Cultus Artem debuts River of Heaven necklace, inspired by Milky Way folklore
Salt-and-pepper diamonds, old single and rose cuts, and Tahitian pearls made Cultus Artem’s River of Heaven read like a cosmic estate jewel.

A necklace built from 26 diamond charms and Tahitian pearls could be mistaken for a treasure from an old jewelry box until the cuts start giving away the story. Cultus Artem’s River of Heaven debuted at Couture’s Design Atelier in Las Vegas, where the show added 17 new brands to the curated space for up-and-coming designers, and the one-of-a-kind piece carried more than 39 carats of diamonds across its cascading form.
For vintage-minded collectors, the design is a useful puzzle. River of Heaven mixed salt-and-pepper diamonds with marquise, portrait, carré, step, old single and rose cuts, a combination that borrows freely from different eras rather than quoting one period cleanly. The old single and rose cuts nod to antique jewelry language, while the sharper step and carré cuts add a more architectural edge. That contrast matters because it shows how contemporary high jewelry can borrow the feel of a found heirloom without actually being an heirloom.

The pearl work does the same kind of storytelling. Cultus Artem described the necklace as inspired by the folktale of the Cowherd and the Weaver Girl, the love story that imagines the Milky Way as a bridge formed by magpies. In the necklace, that celestial idea became a stream of salt-and-pepper diamonds moving through silver Tahitian pearls, which the brand’s product copy rendered as silver South Sea pearls. The effect was less literal astronomy than a deliberate echo of the long, graduated necklaces and dramatic drops that vintage buyers often see in older sautoirs and evening jewels.
Holly Tupper, Cultus Artem’s founder and designer, said she has always been fascinated by unusual diamonds and called salt-and-pepper stones a “miniature history lesson.” She said she wanted every stone to be different while still working in harmony, a description that fits a piece built around variation rather than perfection. Cultus Artem also says River of Heaven belongs to its Through Paradox collection, where each 18k-gold piece draws on raw materials from Tupper’s personal collection gathered over three decades.

That provenance story reaches beyond the necklace itself. Cultus Artem was originally established in Singapore in the 1990s, rebranded in the United States in 2015, and is now headquartered in San Antonio, Texas, in a historic Bell Telephone exchange building. The Couture Show’s brand spotlight says Tupper studied art and sculpture at Tulane University, later learned beading and metalsmithing in Singapore, and expanded into jewelry, fragrance, skincare and home goods. For collectors, River of Heaven is a reminder that old cuts alone do not make a jewel antique; construction, proportion and intent do the heavier lifting, and contemporary pieces are increasingly fluent in that older visual grammar.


> **Task details**
Pictures are not part of the copy. Set down exactly the lines from the one containing "This screenshot has width=1395, height=787." through the last line of the material below.

> **Material for the task**
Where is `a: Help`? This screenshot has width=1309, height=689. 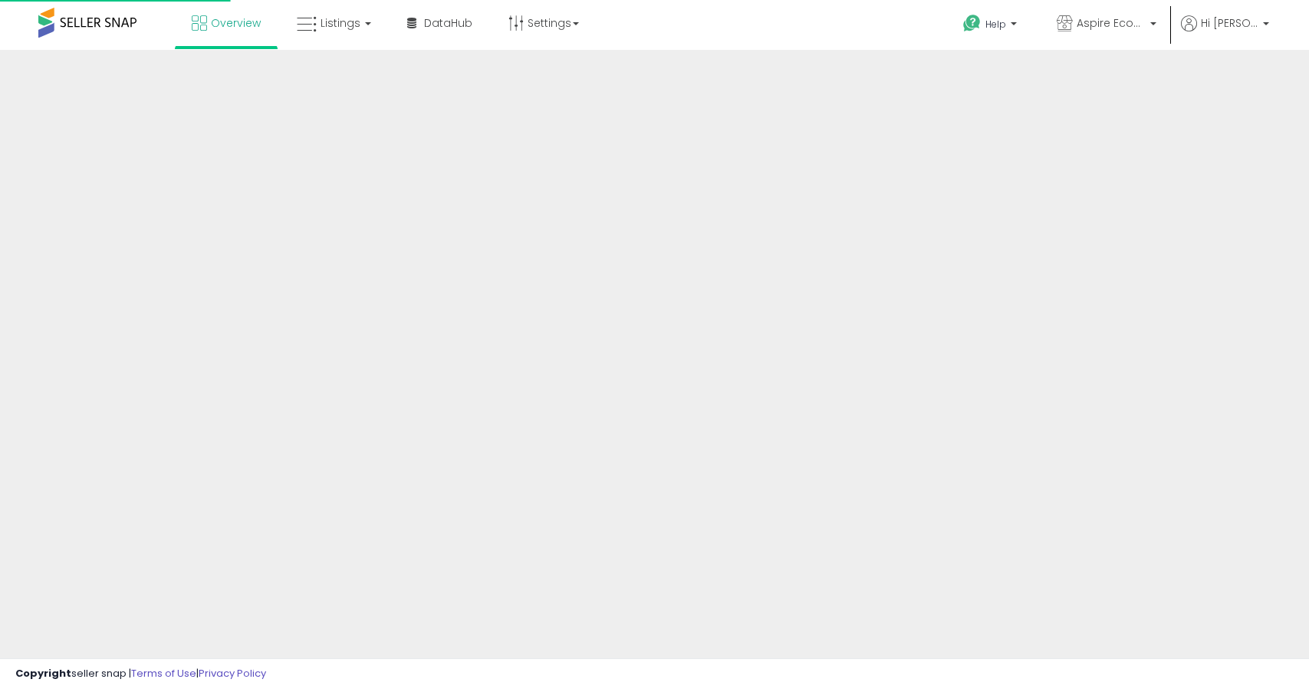 a: Help is located at coordinates (992, 26).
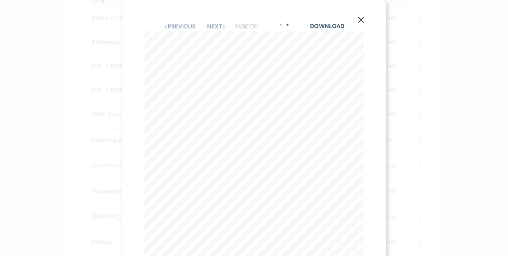  I want to click on a: Download, so click(327, 26).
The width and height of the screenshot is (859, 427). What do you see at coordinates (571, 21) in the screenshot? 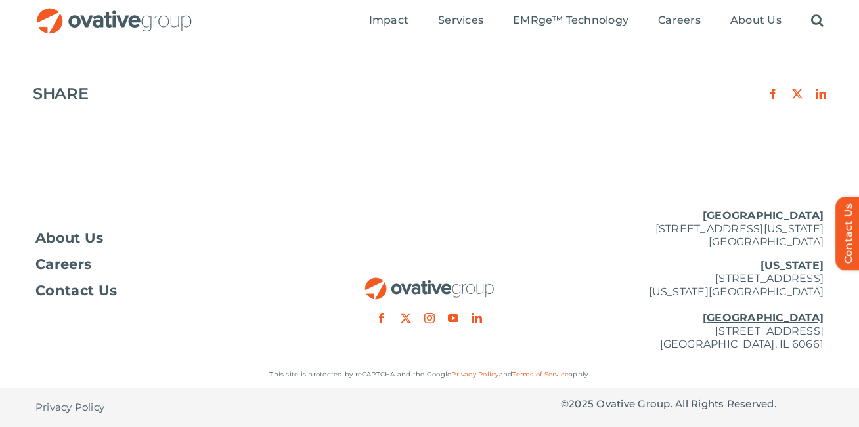
I see `a: EMRge™ Technology` at bounding box center [571, 21].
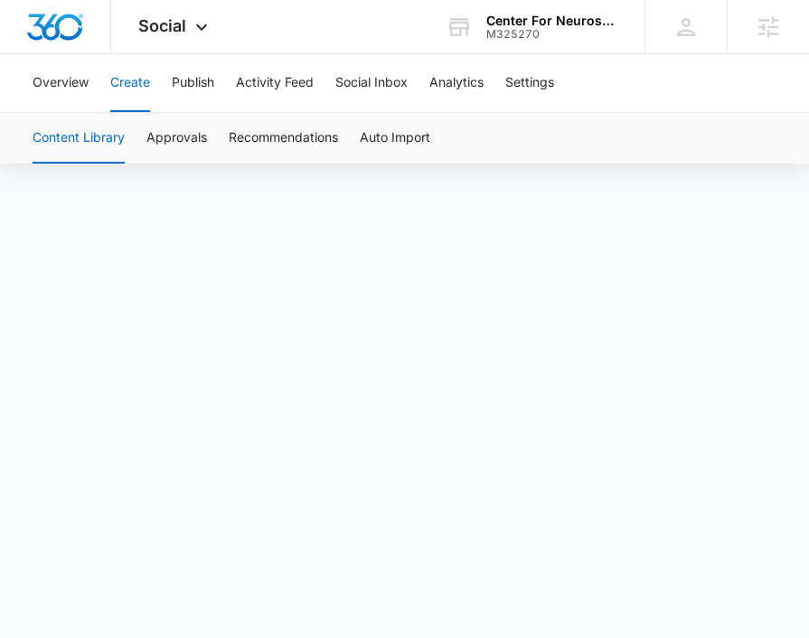  What do you see at coordinates (283, 138) in the screenshot?
I see `button: Recommendations` at bounding box center [283, 138].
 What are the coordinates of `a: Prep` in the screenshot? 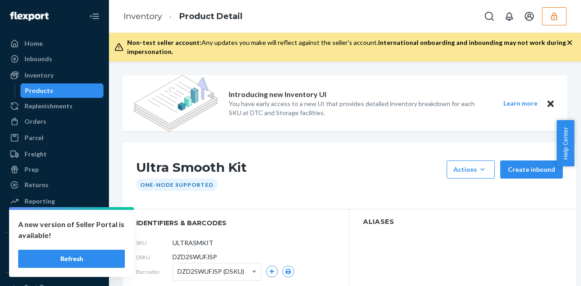 It's located at (54, 170).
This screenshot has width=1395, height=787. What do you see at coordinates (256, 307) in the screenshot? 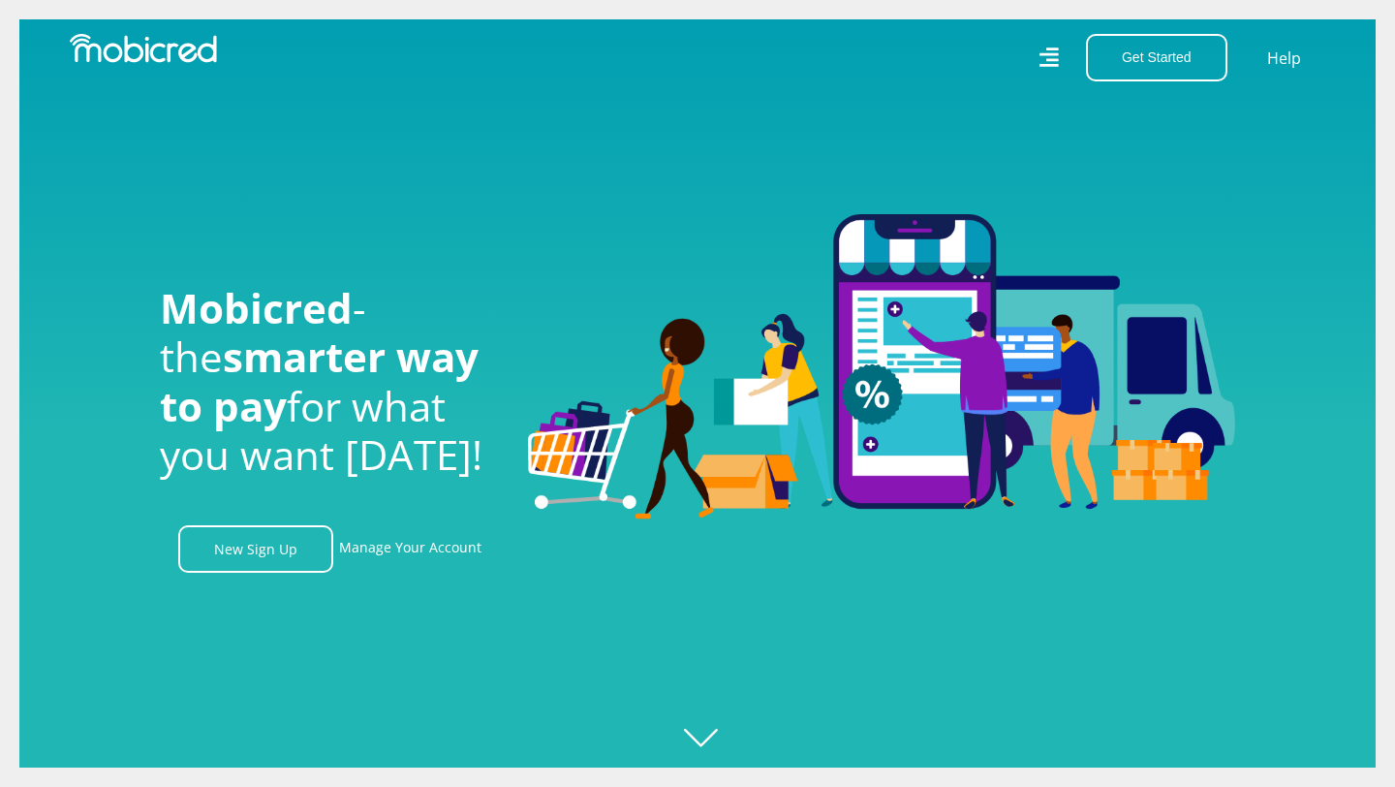
I see `span: Mobicred` at bounding box center [256, 307].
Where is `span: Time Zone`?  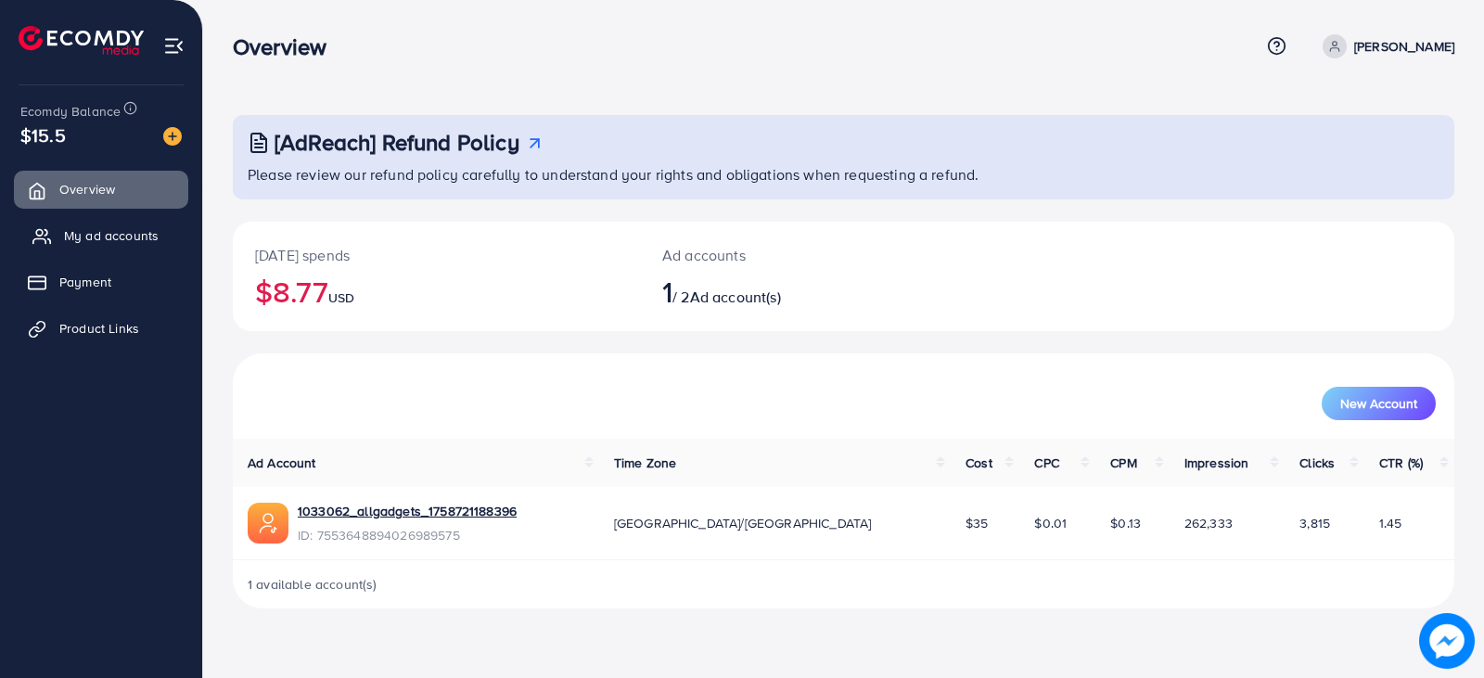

> **Answer to the exercise**
This screenshot has width=1395, height=787. What do you see at coordinates (256, 307) in the screenshot? 
I see `span: Mobicred` at bounding box center [256, 307].
Where is `span: Time Zone`?  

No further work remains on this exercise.